Conference on OH&S for Immigrant Workers Slated For April27

April 16, 2002
The event in New York City will focus on various occupational safety and health topics, including immigrant health issues at the World Trade Center.

On April 27, more than 150 people are expected to attend a conference, "Immigrant Labor at Risk Occupational Hazards: Old Problems, New Possibilities," sponsored by a coalition of community, educational and labor organizations.

Speakers at the conference, which will be at the City University of New York (CUNY) School of Law in Flushing, Queens, will include the head of the New York City Central Labor Council, the chair of the State Assembly Labor Committee, the head of the state's largest occupational medicine clinic, doctors who provided free medical examinations to hundreds of immigrant workers who became ill after doing cleanup work in the vicinity of the World Trade Center, and the heads of major immigrant organizing and labor safety and health organizations.

"There are many signs that our society is failing immigrant workers when it comes to safety and health protections," said New York City Central Labor Council President Brian McLaughlin, who will address the conference at 9:15 a.m. "We can see it in the headlines about scaffold and building collapses, we can see it in the finding that so many lower Manhattan cleanup workers are sick, and we can see it in the statistics. We must do something to reverse this trend, and I see this conference as an important step in that direction."

The conference is sponsored by the New York Committee for Occupational Safety and Health (NYCOSH) and Workers' Employment Law Program at CUNY Law School in collaboration with the CUNY Coalition for Labor & Economic Justice, the City Central Labor Council, the New York State AFL-CIO and the New York Immigration Coalition.

The conference agenda includes the presentation of two medical studies. One is by Dr. Robin Herbert of Mt. Sinai, who will present "Overcoming Barriers to Workplace Safety and Health for Low-wage Immigrant Women in Queens." The Queens College-based Center for the Biology of Natural Systems, which with NYCOSH operated the famed "medical van" at Ground Zero, will report the results of tests performed on area workers.

There will be a panel discussion of various models of organizing around occupational safety and health issues, a discussion of the role of OSHA at the WTC site and workshops aimed at developing a plan of action to use the occupational health and safety laws, regulations and practices to help immigrant workers organize and protect themselves.

The conference will run from 9 a.m. to 5:30 p.m. Breakfast and lunch will be provided.

A complete conference agenda can be viewed on the Internet at www.nycosh.org/immigrant-worker-osh-conf.html.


◆ TASK DETAILS: All entries must come back exactly as given, with no pictures in the copy.

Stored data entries
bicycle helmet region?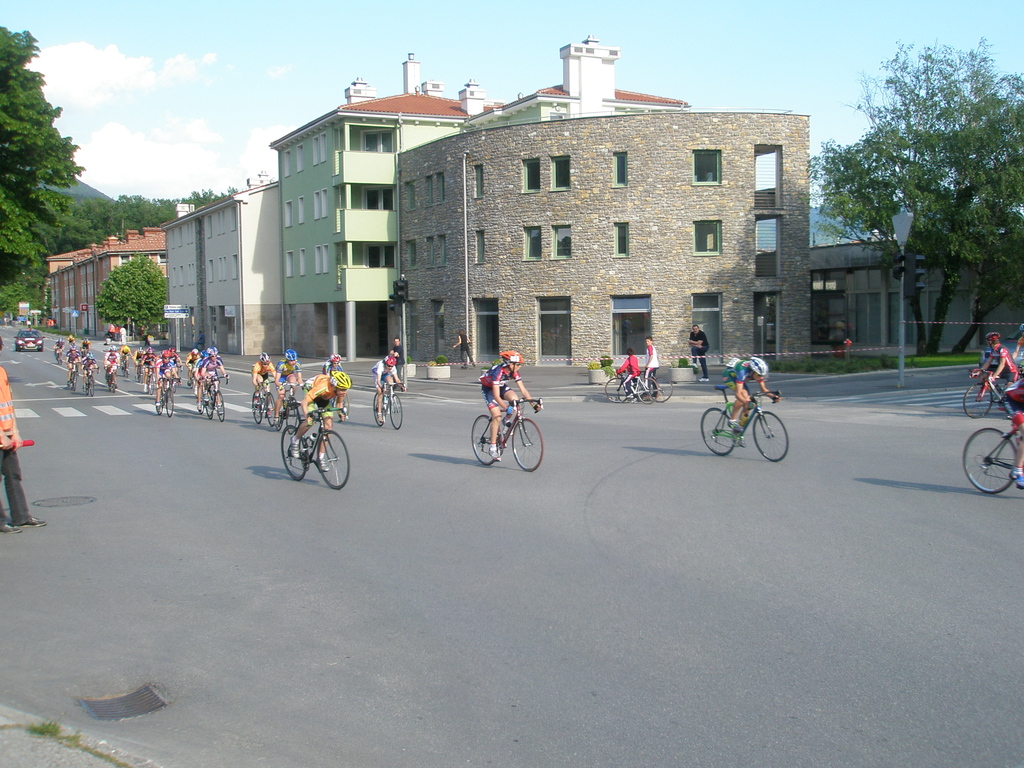
499,351,522,374
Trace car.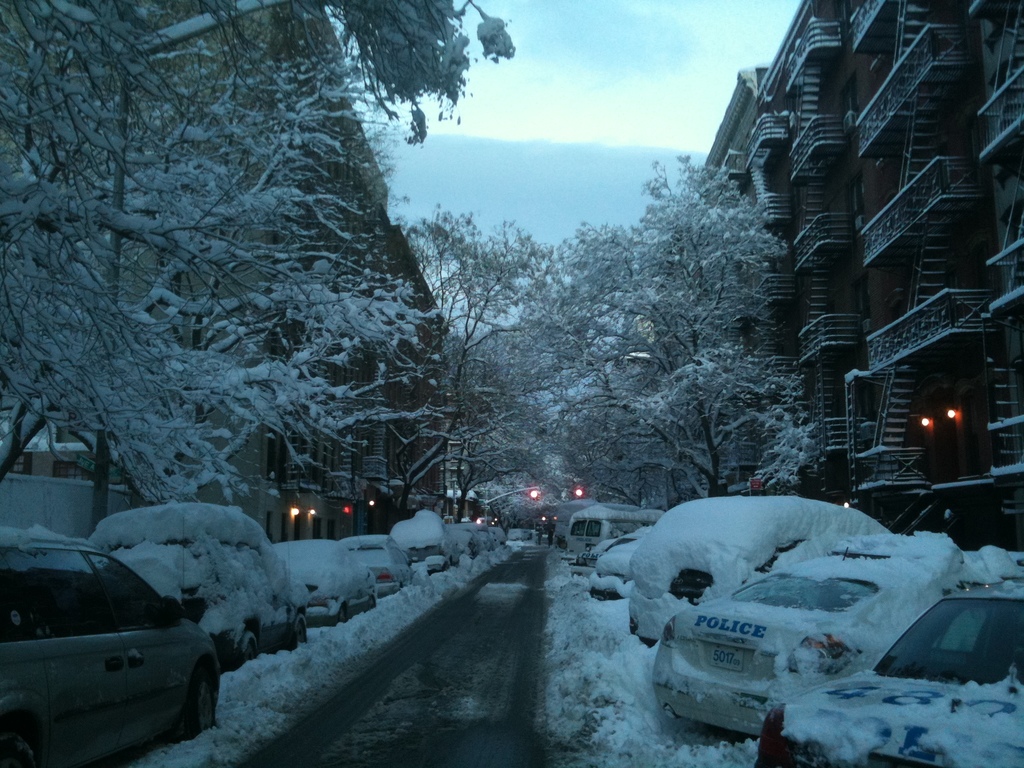
Traced to crop(596, 528, 650, 592).
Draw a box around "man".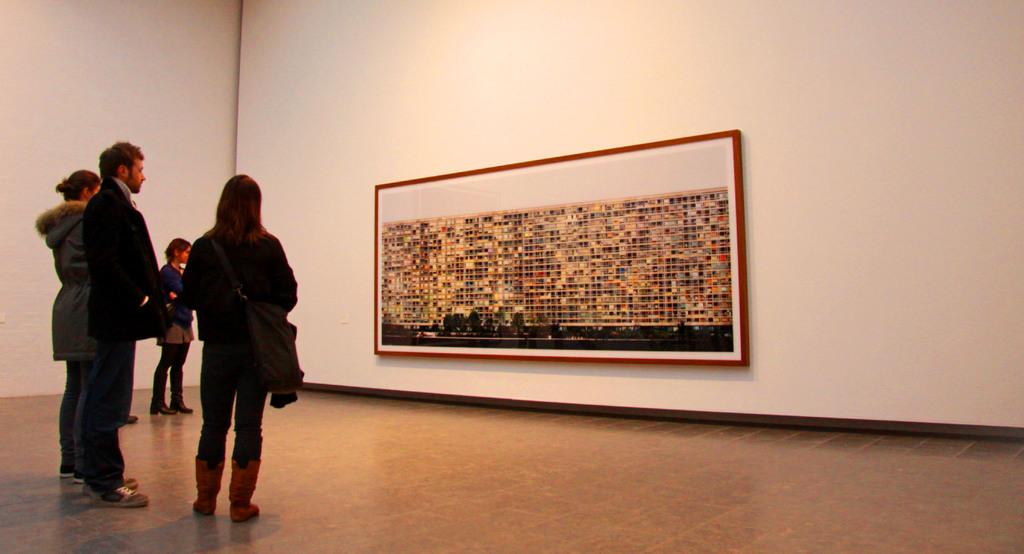
BBox(73, 149, 186, 489).
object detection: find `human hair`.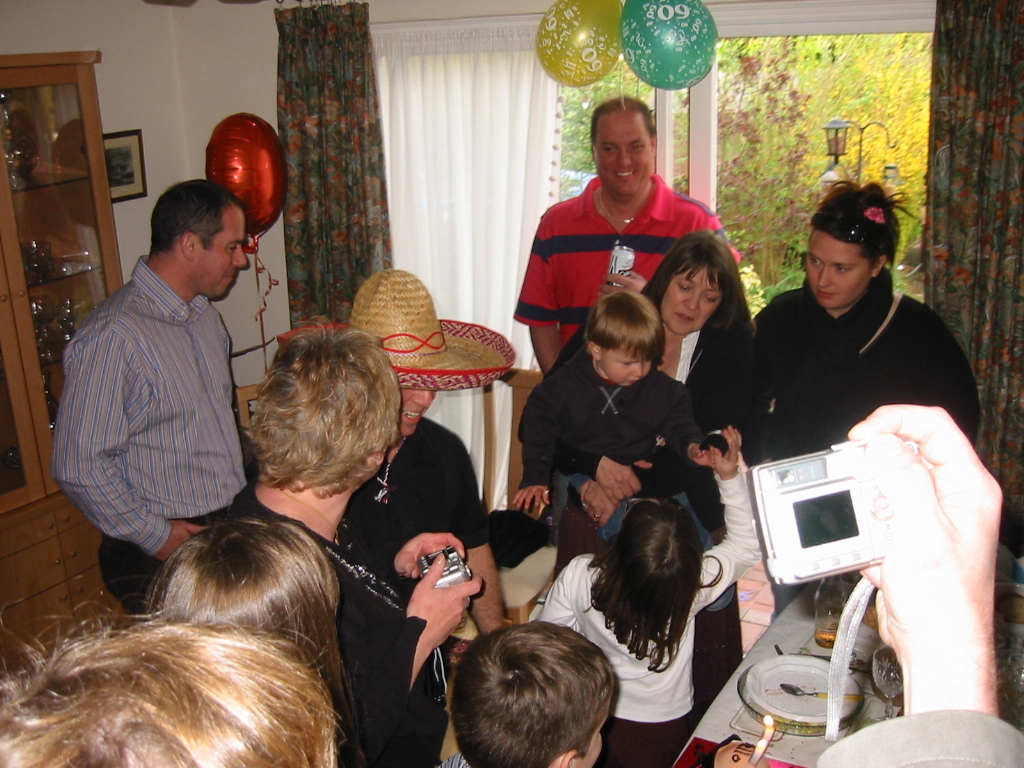
Rect(585, 502, 723, 670).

◆ SOLUTION FOR THIS EXERCISE:
bicycle helmet region?
499,351,522,374
Trace car.
Traced to crop(596, 528, 650, 592).
Draw a box around "man".
BBox(73, 149, 186, 489).
object detection: find `human hair`.
Rect(585, 502, 723, 670).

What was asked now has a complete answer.